Roosevelt's New Deal of the three R's -- relief for the poor and the unemployed; recovery of the economy to pre-Depression status, and reform of the financial system -- did not take the United States out of the Great Depression. WWII did. But it was a bold move to restore the psychic confidence of the nation.

I write so much about confidence because confidence is not a thing. Confidence is a mindset. Anything is possible with such a mindset, and nothing is possible without it.

I've read books on FDR and he freely admits he made up things as he went along. He betrayed his patrician class and embraced the common man, not always wisely but completely.

This is where the irony of my politics and economics comes in.

Neither the Democratic nor Republican Party understands FDR's legacy.

President Ronald Reagan was something of a Democrat in the White House as a Republican President. Yet, he didn't quite understand Roosevelt's "three R's," nor has either party ever since.

There is no difference in either party today when it comes to lobbyists, special interests, and the one-tenth of one percenters who quietly from a distance control the economy.

The whore of the one-tenth of one percenters is elected officials of both parties, while the pimp is the management class that does its heavy lifting and gets all the attention.

Apparently, it is the same in Canada and most of the Western World.

Our great universities and the scientific establishment falls in line with this construction because they depend on the financial support of the one-tenth of one percenters.
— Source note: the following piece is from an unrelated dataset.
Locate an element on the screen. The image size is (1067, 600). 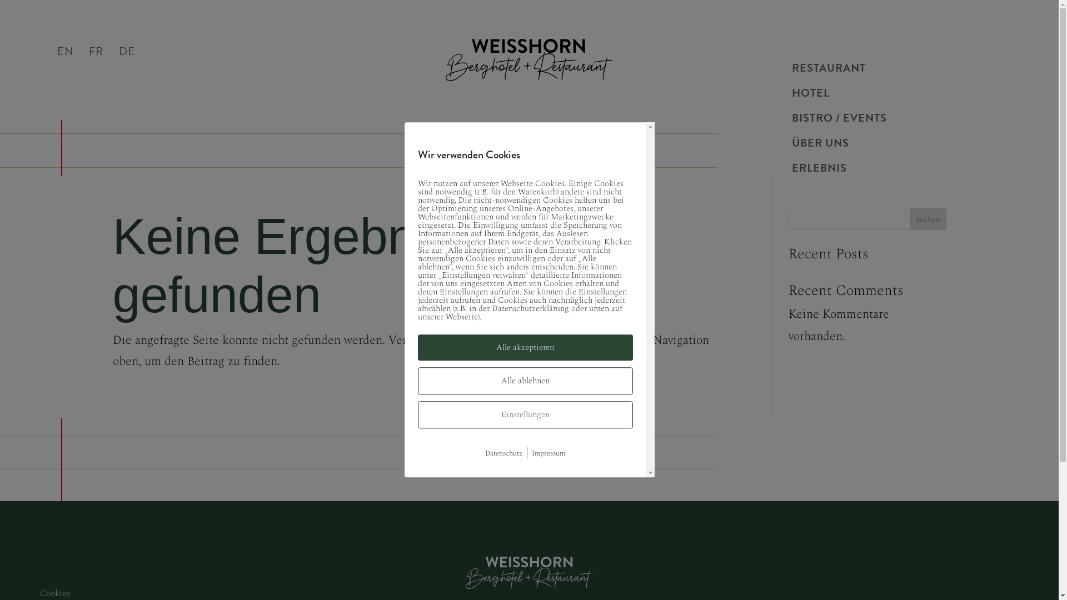
Logo-Berghotel-und-Restaurant-Weisshorn is located at coordinates (529, 60).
Now, we have one of their kind brazenly running for President of the United States in Donald J. Trump, claiming he has bought most of those on the stage with him, and those not, in the other political party, especially Hillary Clinton.

If this is not a recipe for revolution, I don't know what is. But with me "revolution" is more modest, more evolutionary than socially disruptive.

Over my long career, I have watched able men and women, acquire education, step into the working world, and pledge that once they have acquired a modicum of influence that they would behave differently than their bosses. It has not happened. They behave precisely the same or they disappear from the payroll.

Perhaps, I am one of the few exceptions who didn't change, didn't join the club. For whatever reason, I have always remembered my roots and my loyalties to my da and workers like him.

Once people who rise into management acquire status, special privileges, perks, bonuses, club membership among the elite, it is easy for them to forget from whence they came. They are thus inclined to deny their roots, the struggle of their families, and the origin of their idealism.

For the past twenty five years, or since I have devoted myself full-time to writing, commencing with WORK WITHOUT MANAGERS: A VIEW FROM THE TRENCHES (1991), I have been relentless in attempting to get the worker's attention, but alas, without success.

These published essays that I am considering to republish in an e-book are a record of that constant endeavor to bring attention to this matter.

Keep thinking and challenging the conventional wisdom.